UCLA faced stronger headwinds after the presidential election, as President Trump embarked on a series of high-stakes challenges to higher education institutions by threatening to pull federal research grants over alleged antisemitism.

In March, the U.S. Department of Justice filed court documents in support of the students, arguing that UCLA had tried to “evade liability” for what transpired on campus. The department’s “statement of interest” filing said that the plaintiffs “were excluded from portions of the UCLA campus because they refused to denounce their faith,” calling this “abhorrent to our constitutional guarantee of religious freedom.”

Pro-Palestinian groups also filed briefs in the case, arguing that the encampment was not antisemitic but anti-Zionist and pointing out that a large segment of its members were Jewish. They also alleged that UCLA’s actions in response to the case ended up cutting into academic freedom by limiting campus lessons about Palestinians.

New protest rules and restrictions

After the unrest of spring 2024, UCLA and the University of California enacted several major changes related to security and how protests would be handled going forward.

Now, protesters cannot block paths or wear masks if it’s to conceal their identity while breaking campus rules, and demonstration areas are restricted, among other changes. UCLA also hired LAPD veteran Steve Lurie to lead the new Office of Campus Safety.

On Monday, Lurie announced that LAPD veteran Craig Valenzuela would be UCLA’s police chief, effective Sept. 1. Valenzuela, a UCLA alumnus who joined the city’s police force in 1996, will take over a department that has not had a permanent chief since May 2024, when then-UCLA Police Chief John Thomas was reassigned before resigning in the fall. Thomas faced blame for the police mishandling of violence at the encampment.

Although UCLA has increased protest restrictions, added security officers and quickly shut down some pro-Palestinian events since spring 2024, many on campus have said that demonstration policies are unevenly or sporadically enforced. The concern has been repeatedly voiced at UC and campus forums by pro-Israel and pro-Palestinian campus groups.

There was another major change on campus: Julio Frenk — whose German Jewish father fled Nazi Germany in the 1930s — becoming chancellor on Jan. 1. Three months later, Frenk banned Students for Justice in Palestine as a campus organization after a protest the group held in front of a UC regent’s house that was vandalized. Frenk also launched a campuswide initiative to combat antisemitism.

What comes next

Tuesday’s settlement may not be the end of the case.

Scarsi, in a court order upon learning of the settlement, said there would be a 45-day period when he could reopen the case if there is a “showing of good cause why the settlement cannot be completed.”

Pro-Palestinian individuals who were part of the encampment asked the judge in a court filing Tuesday to allow them to join as a party to the case.
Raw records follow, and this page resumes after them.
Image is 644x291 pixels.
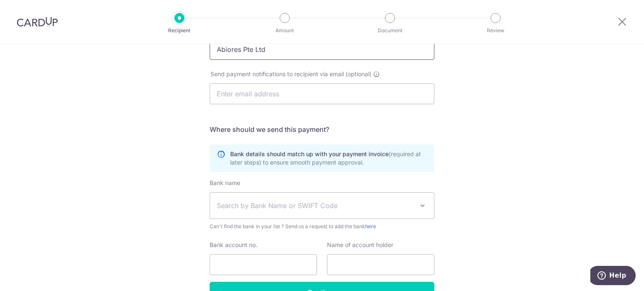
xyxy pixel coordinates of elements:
p: Document [359,26,421,35]
span: Send payment notifications to recipient via email (optional) [210,70,372,78]
h5: Where should we send this payment? [210,124,435,134]
p: Recipient [149,26,210,35]
p: Amount [254,26,316,35]
label: Bank name [210,179,240,187]
span: Can't find the bank in your list ? Send us a request to add the bank [210,222,435,231]
span: Search by Bank Name or SWIFT Code [217,200,414,210]
label: Name of account holder [327,241,393,249]
iframe: Opens a widget where you can find more information [591,266,636,287]
p: Bank details should match up with your payment invoice [230,150,427,167]
input: Enter email address [210,83,435,104]
p: Review [465,26,527,35]
span: Help [19,6,36,14]
img: CardUp [17,17,58,27]
a: here [365,223,376,229]
label: Bank account no. [210,241,257,249]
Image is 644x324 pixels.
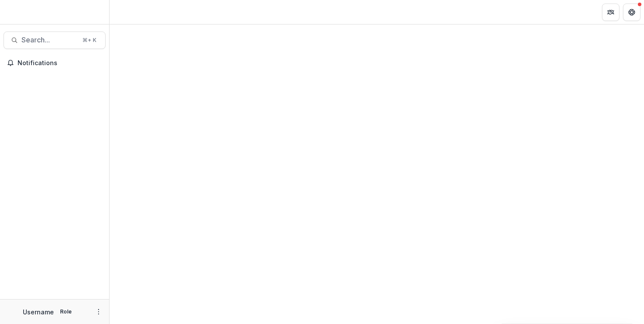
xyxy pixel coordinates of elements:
[57,308,74,316] p: Role
[113,5,150,19] nav: breadcrumb
[17,59,102,67] span: Notifications
[81,35,98,45] div: ⌘ + K
[602,3,619,21] button: Partners
[21,36,77,44] span: Search...
[3,56,105,70] button: Notifications
[93,307,104,317] button: More
[3,32,105,49] button: Search...
[623,3,640,21] button: Get Help
[23,308,54,317] p: Username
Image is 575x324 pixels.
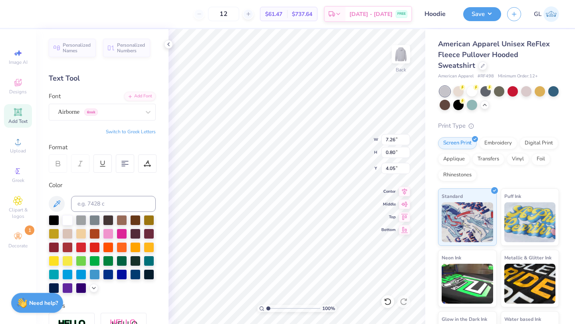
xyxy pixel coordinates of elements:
[520,137,559,149] div: Digital Print
[382,189,396,195] span: Center
[29,300,58,307] strong: Need help?
[9,89,27,95] span: Designs
[393,46,409,62] img: Back
[438,169,477,181] div: Rhinestones
[350,10,393,18] span: [DATE] - [DATE]
[208,7,239,21] input: – –
[398,11,406,17] span: FREE
[71,196,156,212] input: e.g. 7428 c
[438,121,559,131] div: Print Type
[442,203,494,243] img: Standard
[63,42,91,54] span: Personalized Names
[49,181,156,190] div: Color
[438,153,470,165] div: Applique
[10,148,26,154] span: Upload
[438,73,474,80] span: American Apparel
[9,59,28,66] span: Image AI
[442,315,488,324] span: Glow in the Dark Ink
[442,192,463,201] span: Standard
[534,6,559,22] a: GL
[418,6,458,22] input: Untitled Design
[480,137,518,149] div: Embroidery
[473,153,505,165] div: Transfers
[8,118,28,125] span: Add Text
[505,254,552,262] span: Metallic & Glitter Ink
[106,129,156,135] button: Switch to Greek Letters
[505,203,556,243] img: Puff Ink
[117,42,145,54] span: Personalized Numbers
[124,92,156,101] div: Add Font
[49,302,156,311] div: Styles
[12,177,24,184] span: Greek
[49,73,156,84] div: Text Tool
[464,7,502,21] button: Save
[4,207,32,220] span: Clipart & logos
[8,243,28,249] span: Decorate
[25,226,34,235] span: 1
[442,254,462,262] span: Neon Ink
[532,153,551,165] div: Foil
[49,92,61,101] label: Font
[265,10,283,18] span: $61.47
[505,264,556,304] img: Metallic & Glitter Ink
[534,10,542,19] span: GL
[505,315,541,324] span: Water based Ink
[396,66,406,74] div: Back
[382,202,396,207] span: Middle
[505,192,522,201] span: Puff Ink
[438,39,550,70] span: American Apparel Unisex ReFlex Fleece Pullover Hooded Sweatshirt
[498,73,538,80] span: Minimum Order: 12 +
[382,227,396,233] span: Bottom
[478,73,494,80] span: # RF498
[438,137,477,149] div: Screen Print
[544,6,559,22] img: Grace Lang
[49,143,157,152] div: Format
[507,153,529,165] div: Vinyl
[292,10,313,18] span: $737.64
[382,215,396,220] span: Top
[442,264,494,304] img: Neon Ink
[322,305,335,313] span: 100 %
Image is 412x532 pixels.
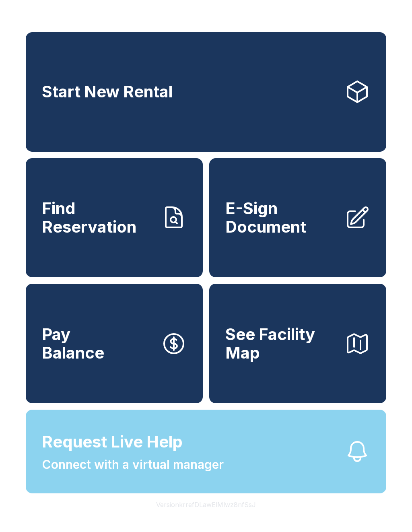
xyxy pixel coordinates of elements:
[42,430,183,454] span: Request Live Help
[42,82,173,101] span: Start New Rental
[209,284,386,403] button: See Facility Map
[225,199,338,236] span: E-Sign Document
[209,158,386,278] a: E-Sign Document
[26,32,386,152] a: Start New Rental
[150,493,262,516] button: VersionkrrefDLawElMlwz8nfSsJ
[42,199,154,236] span: Find Reservation
[26,158,203,278] a: Find Reservation
[225,325,338,362] span: See Facility Map
[26,284,203,403] button: PayBalance
[42,456,224,474] span: Connect with a virtual manager
[26,409,386,493] button: Request Live HelpConnect with a virtual manager
[42,325,104,362] span: Pay Balance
Their argument: The settlement is inappropriate and will harm students and faculty.

UCLA “never challenged the wholly unsupported, false, and ridiculous allegations that the Palestine Solidarity Encampment, which, in fact, included Jewish faculty, students, and community members who held Shabbat and Seder services, was a so-called ‘Jew exclusion zone,’ ” the encampment participants wrote in a court filing. UCLA’s “core claim is false, and the relief sought from it is intended to violate student, faculty, and campus community rights, rather than to protect the rights to free expression on campus.”

Times staff writer Libor Jany contributed to this report.